Sunday, April 26, 2009

Oregon Writing Project - Workshop

Yesterday I attended a fantastic workshop at the Willamette University School of Education! The workshop was called "Old Dogs, New Tricks" and highlighted some new and interesting, as well as best practice methods for teaching writing to a variety of students. Some of the ideas highlighted included:

-using interesting visual or textual writing prompts to get your students excited about language
-the importance of getting students to both understand the necessity for and the art of writing a successful summary
-encouraging students to expand their vocabulary by giving them limits in the # of words that they can use (thus enlisting them to choose their words very carefully)

Topics of discussion ranged from writing practices that would be especially applicable to ELL students to inspirational ideas that would work for most students... Not only did I learn a lot, but it was also a nice time for me, as busy as I have been, to have for my own personal enrichment... Not required, but desirable and fun. In one of the exercises that I did with Steve Jones, we wrote "cumulative sentences" or one-sentence stories (from a simple prompt "The wolf ate...") this is what I came up with:

A scraggly, tired-looking creature, (which may have once been a healthy wolf, though it was now hard to see past the patchy fur stretched over bones), sat hunched over his prey in the dusky forest clearing; he chewed with apprehension as his eyes moved frantically from his meager meal to the dark spaces between the trees that surrounded him.

I left the workshop with renewed inspiration.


## Task instructions
Without including the pictures, copy each line below exactly as it reads.

Extracted records START

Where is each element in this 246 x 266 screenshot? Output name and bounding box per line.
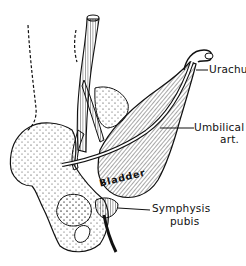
urachus-cut-end xyxy=(205,53,213,59)
label-urachus: Urachus xyxy=(209,64,246,75)
dashed-outline-short xyxy=(75,30,77,62)
diagram-drawing xyxy=(0,0,246,266)
dashed-body-outline xyxy=(28,25,36,130)
label-umbilical-artery-1: Umbilical xyxy=(194,122,244,133)
hip-bone xyxy=(10,123,108,252)
label-symphysis-2: pubis xyxy=(170,216,199,227)
anatomical-diagram: Urachus Umbilical art. Bladder Symphysis… xyxy=(0,0,246,266)
acetabulum xyxy=(57,194,92,226)
symphysis-pubis xyxy=(95,198,118,218)
label-symphysis-1: Symphysis xyxy=(152,203,210,214)
label-umbilical-artery-2: art. xyxy=(220,134,239,145)
symphysis-leader xyxy=(118,208,150,210)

Extracted records END

## Result of the task
Where is each element in this 246 x 266 screenshot? Output name and bounding box per line.
urachus-cut-end xyxy=(205,53,213,59)
label-urachus: Urachus xyxy=(209,64,246,75)
dashed-outline-short xyxy=(75,30,77,62)
diagram-drawing xyxy=(0,0,246,266)
dashed-body-outline xyxy=(28,25,36,130)
label-umbilical-artery-1: Umbilical xyxy=(194,122,244,133)
hip-bone xyxy=(10,123,108,252)
label-symphysis-2: pubis xyxy=(170,216,199,227)
anatomical-diagram: Urachus Umbilical art. Bladder Symphysis… xyxy=(0,0,246,266)
acetabulum xyxy=(57,194,92,226)
symphysis-pubis xyxy=(95,198,118,218)
label-symphysis-1: Symphysis xyxy=(152,203,210,214)
label-umbilical-artery-2: art. xyxy=(220,134,239,145)
symphysis-leader xyxy=(118,208,150,210)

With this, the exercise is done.